Tuesday, February 5, 2013

Mr. Regali's Coffin


This is a (very) short Horror-ish vignette I wrote some time ago when in the mood to try my hand at something like what Thomas Ligotti's accomplished in Noctuary's "Notebook of the Night." It's a bit too simple to really evolve into a full fledged tale, but I do enjoy its mood and figured I would post it on here in case any of you do as well. Enjoy...

The shop is the center of town. The windows give glimpses of nothing, and the swaying wooden sign bears only a name: MR. REGALI. The townspeople come every year to tell their stories. Each has their own sheet of paper, and, while they speak, Mr. Regali draws with calculated abandon, pencil veering wildly up and down to create bizarre, shifting lines that encompass every word they've said. When the paper is filled, every glimpse of lively white smothered in sterile graphite, he announces their time of death, and they only come one more time to his shop.

The people who tell their life stories are a destitute lot like any other. The aggregate of their stories is a helpless picture, an image of man locked in a cage and dreaming of being free. The various protagonists Mr. Regali meets are helpless and hopeless, and he wishes he could save them. But he can only help in one way.

Mr. Regali is not some factory provider of garden-variety caskets for garden-variety corpses. He does not believe in one size fits all death, and each coffin is custom ordered, tailored to its occupant like a fine suit. Merchant of the paraphernalia of death he might be, but his work is no less essential than any of life's other major purchases - tuition, house, car, ring - and is arguably the most long lasting of all those ephemeral boons.

Every one of the coffins is the same. They are eighty-four inches from toe to head, twenty-eight from left to right, and twenty-three from ground to top. None have decorative fittings. The coffins are all identical, but they are made unique. Mr. Regali keeps no standardizing blueprints, consults no limiting specifications. He reaches the same conclusions in a different way for each individual, crafting the disparate pieces to match the heights and depths of the future occupant's oh-so-generic soul.

Mr. Regali has a masterpiece. No one's ever seen it, but I think I know what it is. I think that it's a coffin like and unlike all the others, being built piece by piece over the decades that his shop has been the climax of town life. I think that, somewhere in the backrooms of the establishment, there is a piece of paper for Mr. Regali and erratic pencil lines to mark his life. I think that, someday, Mr. Regali will shut the lid over himself as he's shut it over so many others - leaving us alone, adrift at the edge of death with no guide to lead us beyond.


Assignment
From the entries below, gather each line containing the word "mark".

Data supplied
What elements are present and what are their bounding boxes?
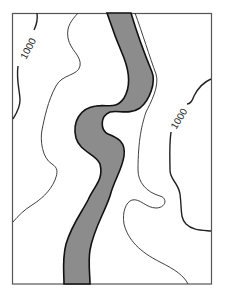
contour-map: 1000 1000	[0, 0, 225, 295]
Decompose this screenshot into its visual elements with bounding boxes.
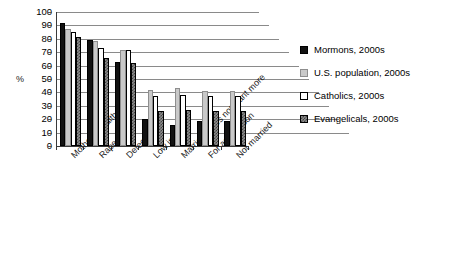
plot-area xyxy=(56,12,249,147)
y-axis-tick-mark xyxy=(48,66,52,67)
bar-group xyxy=(60,12,82,146)
bar xyxy=(131,63,136,146)
bar-chart-figure: % 1009080706050403020100 Mother's health… xyxy=(0,0,471,267)
bar-group xyxy=(87,12,109,146)
y-axis-tick-mark xyxy=(48,52,52,53)
bar xyxy=(104,58,109,146)
legend-item: U.S. population, 2000s xyxy=(300,61,468,84)
legend-item-label: Catholics, 2000s xyxy=(314,90,384,101)
chart-legend: Mormons, 2000sU.S. population, 2000sCath… xyxy=(300,38,468,130)
bar-group xyxy=(224,12,246,146)
y-axis-tick-mark xyxy=(48,25,52,26)
bar-group xyxy=(170,12,192,146)
bar-group xyxy=(115,12,137,146)
bar xyxy=(186,110,191,146)
bar xyxy=(158,111,163,146)
y-axis-tick-mark xyxy=(48,12,52,13)
bar-group xyxy=(197,12,219,146)
legend-swatch-evangelicals xyxy=(300,115,308,123)
y-axis-tick-labels: 1009080706050403020100 xyxy=(26,12,52,146)
y-axis-tick-mark xyxy=(48,146,52,147)
bar-groups xyxy=(57,12,249,146)
bar xyxy=(241,111,246,146)
legend-item: Catholics, 2000s xyxy=(300,84,468,107)
y-axis-tick-mark xyxy=(48,39,52,40)
y-axis-tick-mark xyxy=(48,133,52,134)
bar xyxy=(213,111,218,146)
y-axis-tick-mark xyxy=(48,106,52,107)
legend-item-label: U.S. population, 2000s xyxy=(314,67,410,78)
y-axis-tick-mark xyxy=(48,79,52,80)
y-axis-title: % xyxy=(16,74,24,84)
bar-group xyxy=(142,12,164,146)
legend-item-label: Evangelicals, 2000s xyxy=(314,113,399,124)
y-axis-tick-mark xyxy=(48,119,52,120)
y-axis-tick-mark xyxy=(48,92,52,93)
legend-item-label: Mormons, 2000s xyxy=(314,44,385,55)
legend-swatch-catholics xyxy=(300,92,308,100)
legend-swatch-mormons xyxy=(300,46,308,54)
legend-item: Mormons, 2000s xyxy=(300,38,468,61)
bar xyxy=(76,37,81,146)
legend-swatch-us-population xyxy=(300,69,308,77)
legend-item: Evangelicals, 2000s xyxy=(300,107,468,130)
x-axis-tick-mark xyxy=(56,146,57,150)
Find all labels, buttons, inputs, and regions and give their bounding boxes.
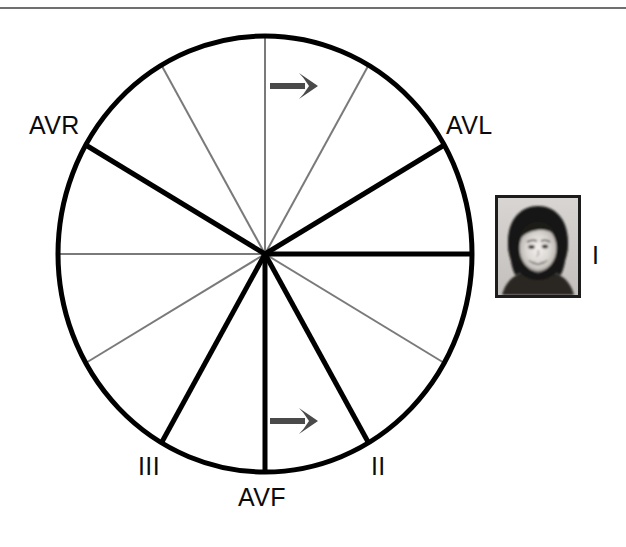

Output of the exercise
y-axis-tick-mark xyxy=(48,66,52,67)
y-axis-tick-mark xyxy=(48,52,52,53)
y-axis-tick-mark xyxy=(48,25,52,26)
y-axis-tick-mark xyxy=(48,12,52,13)
y-axis-tick-mark xyxy=(48,146,52,147)
y-axis-tick-mark xyxy=(48,39,52,40)
y-axis-tick-mark xyxy=(48,133,52,134)
y-axis-tick-mark xyxy=(48,106,52,107)
y-axis-tick-mark xyxy=(48,79,52,80)
y-axis-tick-mark xyxy=(48,119,52,120)
y-axis-tick-mark xyxy=(48,92,52,93)
x-axis-tick-mark xyxy=(56,146,57,150)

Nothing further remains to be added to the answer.